I am surprisingly calm

Waiting outside the doctor’s clinic. Photo by CallMeCreation.com

I sent my letter to my manager and APAC head, asking for a meeting to discuss the terms of freelancing for my company. I told them that this is the best course to take, given the circumstances (which I didn’t elaborate).

I am suprisingly calm. I don’t know why. I should be freaking out since this would put me on unsure footing when the world could be descending into another world war. This time it could be nuclear.

But I am placid. I’m still going about my usual business—writing and editing stories, engaging with sources, directing reporters…like nothing has changed.

Maybe I feel calm because I am no longer weighed by the problem of keeping my reporters afloat. I had been carrying less skilled reporters on my shoulders for years. I’m waiting for them to level up but it never came. Maybe I feel free now that I have washed off my responsibility of keeping them from losing their jobs. I had been trying to keep them from being fired or have their contracts changed because they could not meet their KPIs.
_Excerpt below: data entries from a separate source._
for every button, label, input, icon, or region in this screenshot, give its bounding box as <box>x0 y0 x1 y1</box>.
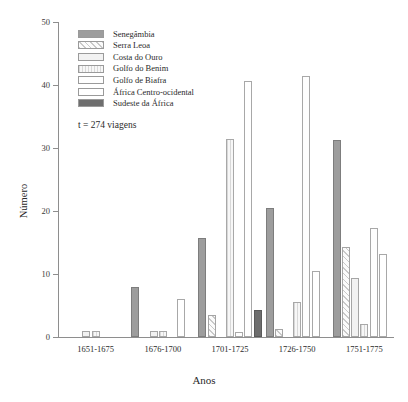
legend-item: Golfo de Biafra <box>78 74 194 86</box>
legend-label: Golfo de Biafra <box>113 76 166 85</box>
y-tick-mark <box>53 85 58 86</box>
legend-label: Senegâmbia <box>113 30 155 39</box>
legend: SenegâmbiaSerra LeoaCosta do OuroGolfo d… <box>78 28 194 109</box>
legend-label: Sudeste da África <box>113 99 173 108</box>
bar <box>150 331 158 337</box>
x-tick-label: 1676-1700 <box>135 344 191 354</box>
bar <box>379 254 387 337</box>
legend-item: Serra Leoa <box>78 40 194 52</box>
x-axis-line <box>58 337 394 338</box>
legend-swatch <box>78 53 104 61</box>
y-tick: 0 <box>58 337 59 338</box>
bar <box>159 331 167 337</box>
y-tick-mark <box>53 337 58 338</box>
y-tick: 40 <box>58 85 59 86</box>
y-tick-label: 0 <box>46 332 50 342</box>
legend-swatch <box>78 99 104 107</box>
y-tick-label: 50 <box>42 17 51 27</box>
bar <box>370 228 378 337</box>
x-tick-label: 1651-1675 <box>68 344 124 354</box>
x-tick-label: 1726-1750 <box>269 344 325 354</box>
total-annotation: t = 274 viagens <box>78 120 136 130</box>
bar <box>293 302 301 337</box>
legend-label: Serra Leoa <box>113 41 150 50</box>
legend-item: África Centro-ocidental <box>78 86 194 98</box>
legend-swatch <box>78 65 104 73</box>
bar <box>254 310 262 337</box>
y-tick: 10 <box>58 274 59 275</box>
bar <box>177 299 185 337</box>
x-axis-title: Anos <box>0 374 408 386</box>
y-tick: 30 <box>58 148 59 149</box>
y-axis-line <box>58 22 59 338</box>
y-tick-label: 30 <box>42 143 51 153</box>
bar-group <box>333 22 396 337</box>
bar-group <box>266 22 329 337</box>
bar <box>275 329 283 337</box>
legend-label: África Centro-ocidental <box>113 88 194 97</box>
bar <box>208 315 216 337</box>
x-tick-label: 1701-1725 <box>202 344 258 354</box>
y-axis-title: Número <box>18 184 29 218</box>
legend-item: Costa do Ouro <box>78 51 194 63</box>
bar <box>226 139 234 337</box>
legend-swatch <box>78 88 104 96</box>
bar <box>302 76 310 337</box>
bar <box>266 208 274 337</box>
y-tick-label: 20 <box>42 206 51 216</box>
y-tick-mark <box>53 211 58 212</box>
bar <box>351 278 359 337</box>
x-tick-label: 1751-1775 <box>336 344 392 354</box>
y-tick-label: 10 <box>42 269 51 279</box>
legend-swatch <box>78 76 104 84</box>
legend-label: Golfo do Benim <box>113 64 168 73</box>
bar <box>342 247 350 337</box>
legend-swatch <box>78 30 104 38</box>
bar <box>333 140 341 337</box>
bar <box>360 324 368 337</box>
bar <box>198 238 206 337</box>
y-tick-label: 40 <box>42 80 51 90</box>
bar-group <box>198 22 261 337</box>
bar <box>131 287 139 337</box>
legend-item: Senegâmbia <box>78 28 194 40</box>
y-tick-mark <box>53 148 58 149</box>
y-tick-mark <box>53 274 58 275</box>
legend-swatch <box>78 41 104 49</box>
bar-chart: Número 01020304050 1651-16751676-1700170… <box>0 0 408 402</box>
y-tick: 50 <box>58 22 59 23</box>
bar <box>92 331 100 337</box>
legend-label: Costa do Ouro <box>113 53 163 62</box>
bar <box>82 331 90 337</box>
y-tick-mark <box>53 22 58 23</box>
bar <box>235 332 243 337</box>
y-tick: 20 <box>58 211 59 212</box>
bar <box>312 271 320 337</box>
legend-item: Golfo do Benim <box>78 63 194 75</box>
bar <box>244 81 252 337</box>
legend-item: Sudeste da África <box>78 98 194 110</box>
Imagine, I’ve been conducting interviews with them, to guide them so that they will have stories to file. I am the one scrounging for stories for them (asking for interviews on behalf of the reporters) if they’re struggling to get stories. I draft the guide questions to ask the interviewees, hoping that after that, they will know what to ask the next time they bag interviews. Hoping that I won’t be struggling when I edit their stories due to lack of pertinent information. I needed to fill the gaps so they can produce stories. Meeting the quotas is on me.

And yet… They couldn’t level up. It’s a skills problem. No matter how much I push them, this is the best that they can do.

I get clobbered when they commit small and big booboos. I get penalized when we get legal threats for their lack of regard for compliance rules. 

On top of this, I needed to meet my own KPIs.

On top of being a solo mom, cook, and cleaning lady.

I can’t do it anymore. Something’s gotta give.

So tomorrow, I will have that virtual meeting. I just have to lay down my cards and tell them, hey, I did my best. It wasn’t just good enough.